Lenin on character of Soviet state

Dddddd0814 at aol.com Dddddd0814 at aol.com
Fri Aug 30 08:25:40 PDT 2002


from "Left-Wing" Childishness and the Petty-Bourgeois Mentality, April 1918 http://www.marxists.org/archive/lenin/works/1918/may/09.htm

[....]

Here we come to the root of the economic mistake of the “Left Communists”. And that is why we must deal with this point in greater detail.

Firstly, the “Left Communists” do not understand what kind of transition it is from capitalism to socialism that gives us the right and the grounds to call our country the Socialist Republic of Soviets.

Secondly, they reveal their petty-bourgeois mentality precisely by not recognising the petty-bourgeois element as the principal enemy of socialism in our country.

Thirdly, in making a bugbear of “state capitalism”, they betray their failure to understand that the Soviet state differs from the bourgeois state economically.

Let us examine these three points.

No one, I think, in studying the question of the economic system of Russia, has denied its transitional character. Nor, I think, has any Communist denied that the term Socialist Soviet Republic implies the determination of Soviet power to achieve the transition to socialism, and not that the new economic system is recognised as a socialist order.

But what does the word “transition” mean? Does it not mean, as applied to an economy, that the present system contains elements, particles, fragments of both capitalism and socialism? Everyone will admit that it does. But not all who admit this take the trouble to consider what elements actually constitute the various socio-economic structures that exist in Russia at the present time. And this is the crux of the question.

Let us enumerate these elements:

1) patriarchal, i.e., to a considerable extent natural, peasant farming;

2) small commodity production (this Includes the majority of those peasants who sell their grain);

3) private capitalism;

4) state capitalism;

5) socialism.

Russia is so vast and so varied that all these different types of socio-economic structures are intermingled. This is what constitutes the specific features of the situation.

The question arises: what elements predominate? Clearly in a small-peasant country, the petty-bourgeois element predominates and it must predominate, for the great majority of those working the land are small commodity producers. The shell of our state capitalism (grain monopoly, state controlled entrepreneurs and traders, bourgeois co-operators) is pierced now in one place, now in another by profiteers, the chief object of profiteering being grain.

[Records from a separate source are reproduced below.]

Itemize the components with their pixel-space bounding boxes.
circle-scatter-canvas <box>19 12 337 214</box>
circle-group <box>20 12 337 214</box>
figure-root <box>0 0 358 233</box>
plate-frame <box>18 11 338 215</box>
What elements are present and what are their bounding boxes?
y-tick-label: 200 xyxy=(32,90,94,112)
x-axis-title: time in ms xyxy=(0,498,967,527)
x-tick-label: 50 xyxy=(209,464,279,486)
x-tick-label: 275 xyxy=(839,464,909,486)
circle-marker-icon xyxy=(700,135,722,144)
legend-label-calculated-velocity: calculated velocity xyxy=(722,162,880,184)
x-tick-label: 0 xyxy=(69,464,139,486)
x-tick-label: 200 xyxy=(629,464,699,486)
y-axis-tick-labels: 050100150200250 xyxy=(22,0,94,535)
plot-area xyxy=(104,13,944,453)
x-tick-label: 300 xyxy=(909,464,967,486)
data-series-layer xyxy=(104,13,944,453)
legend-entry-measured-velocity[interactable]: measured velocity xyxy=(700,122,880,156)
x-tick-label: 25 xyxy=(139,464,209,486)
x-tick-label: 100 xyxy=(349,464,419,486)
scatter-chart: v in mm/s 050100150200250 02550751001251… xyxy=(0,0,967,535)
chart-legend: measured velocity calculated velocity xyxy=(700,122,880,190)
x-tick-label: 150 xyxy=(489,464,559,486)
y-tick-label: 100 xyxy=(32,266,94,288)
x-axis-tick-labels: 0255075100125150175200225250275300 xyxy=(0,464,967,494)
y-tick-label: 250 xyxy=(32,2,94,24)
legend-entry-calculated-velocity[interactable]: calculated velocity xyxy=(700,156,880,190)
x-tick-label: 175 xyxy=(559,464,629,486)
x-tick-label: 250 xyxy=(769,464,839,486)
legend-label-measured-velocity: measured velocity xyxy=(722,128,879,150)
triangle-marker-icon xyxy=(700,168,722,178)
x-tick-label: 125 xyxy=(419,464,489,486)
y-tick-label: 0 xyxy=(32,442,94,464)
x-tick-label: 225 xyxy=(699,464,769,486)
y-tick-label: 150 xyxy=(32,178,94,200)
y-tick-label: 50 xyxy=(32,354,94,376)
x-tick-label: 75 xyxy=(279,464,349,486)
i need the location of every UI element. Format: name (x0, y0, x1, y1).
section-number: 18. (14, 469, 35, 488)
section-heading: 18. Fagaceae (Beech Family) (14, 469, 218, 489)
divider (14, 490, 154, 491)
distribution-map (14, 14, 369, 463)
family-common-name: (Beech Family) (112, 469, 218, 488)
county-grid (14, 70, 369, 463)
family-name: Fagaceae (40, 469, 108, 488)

It is in this field that the main struggle is being waged. Between what elements is this struggle being waged if we are to speak in terms of economic categories such as “state capitalism"? Between the fourth and the fifth in the order in which I have just enumerated them. Of course not. It is not state capitalism that is at war with socialism, but the petty bourgeoisie plus private capitalism fighting together against both state capitalism and socialism. The petty bourgeoisie oppose every kind of state interference, accounting and control, whether it be state capitalist or state socialist. This is an absolutely unquestionable fact of reality, and the root of the economic mistake of the “Left Communists” is that they have failed to understand it. The profiteer, the commercial racketeer, the disrupter of monopoly—these are our principal “internal” enemies, the enemies of the economic measures of Soviet power. A hundred and twenty-five years ago it might have been excusable for the French petty bourgeoisie, the most ardent and sincere revolutionaries, to try to crush the profiteer by executing a few of the “chosen” and by making thunderous declamations. Today, however, the purely rhetorical attitude to this question assumed by some Left Socialist-Revolutionaries can rouse nothing but disgust and revulsion in every politically conscious revolutionary. We know perfectly well that the economic basis of profiteering is both the small proprietors, who are exceptionally widespread in Russia, and private capitalism, of which every petty bourgeois is an agent. We know that the million tentacles of this petty-bourgeois hydra now and again encircle various sections of the workers, that, instead of state monopoly, profiteering forces its way into every pore of our social and economic organism.

Those who fail to see this show by their blindness that they are slaves of petty-bourgeois prejudices. This is precisely the case with our “Left Communists”, who in words (and of course in their deepest convictions) are merciless enemies of the petty bourgeoisie, while in deeds they help only the petty bourgeoisie, serve only this section of the population and express only its point of view by fighting—in April 1918!!—against . . . “state capitalism ”. They are wide of the mark!